Skip to Content
Streetsblog New York City home
Streetsblog New York City home
Log In
Vision Zero

Map Out Which Streets Need Safety Fixes — It’s Now or Never

The city has received more than 7,500 comments on its Vision Zero map. Today's the last chance to offer your input.

This is it -- the last day to mark dangerous street conditions on the city's official Vision Zero map. After today, agencies will start using the information from the map to make plans for safety improvements, so spend a few minutes this afternoon and tell the city where you want safer streets for walking and biking.

The map highlights arterial streets as well as the top pedestrian crash corridors in each borough and the sites of recent pedestrian fatalities.
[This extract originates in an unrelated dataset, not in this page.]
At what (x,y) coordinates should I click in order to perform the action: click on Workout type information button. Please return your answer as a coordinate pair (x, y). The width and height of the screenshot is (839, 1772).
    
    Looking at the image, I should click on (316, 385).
You can zoom in, click on an intersection, and use Google Street View to pinpoint the exact location you want to improve. Then you assign the problem a category like double parking, red light running, speeding, or failure to yield, and describe it in more detail.
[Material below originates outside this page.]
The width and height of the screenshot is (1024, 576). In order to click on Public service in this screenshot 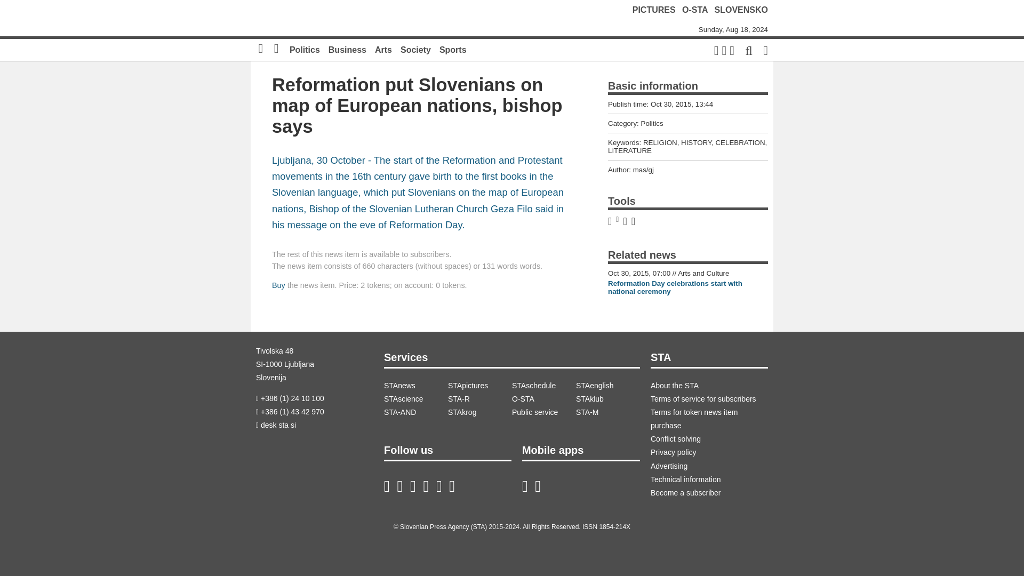, I will do `click(544, 413)`.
If you want to tell the city that a location has too much speeding for people to feel safe biking, for instance, you would identify an intersection, select "speeding" as the category, and use the "comment" field to note how speeding endangers cyclists there.

In addition to the online map, the city has also hosted nine Vision Zero workshops in all five boroughs to gather ideas, and will use the information to develop pedestrian safety plans for each borough that will be released this fall.

Since launching the map in April, the city says there have been more than 7,500 comments about dangerous streets. While the map will continue to be available online after today, the city will no longer be accepting new suggestions. The map was developed by DOT, NYPD, and the Taxi and Limousine Commission, in conjunction with developers at OpenPlans, Streetsblog’s parent organization.

Stay in touch

Sign up for our free newsletter

More from Streetsblog New York City

Andy Byford’s ‘Trump Card’ On Penn Station Keeps Wrecking New York’s Infrastructure Projects

What will become of the Amtrak executive's plans for Penn Station under President Trump?

February 6, 2026

FLASHBACK: What Happened To Car-Free ‘Snow Routes’ — And Could They Have Helped City Clear the Streets?

Remember those bright red signs that banned parking from snow emergency routes? Here is the curious story of how New York City abandoned a key component of its snow removal system.

February 6, 2026

Council Transportation Chair Vows To Take On Drivers: ‘I Don’t Want To Just Futz Around the Edges’

Streetsblog grilled new chairman Shaun Abreu, who says he wants to bring more life and fewer cars to the street.

February 6, 2026

Friday’s Headlines: New York’s Strongest Edition

It's still snow problem around town. Plus other news.

February 6, 2026

Budget Crunch: Advocates Push Mamdani For Massive Fair Fares Expansion

The expansion would offer free transit on the subway and bus for people making up to 150 percent of the federal poverty level, which is not a lot.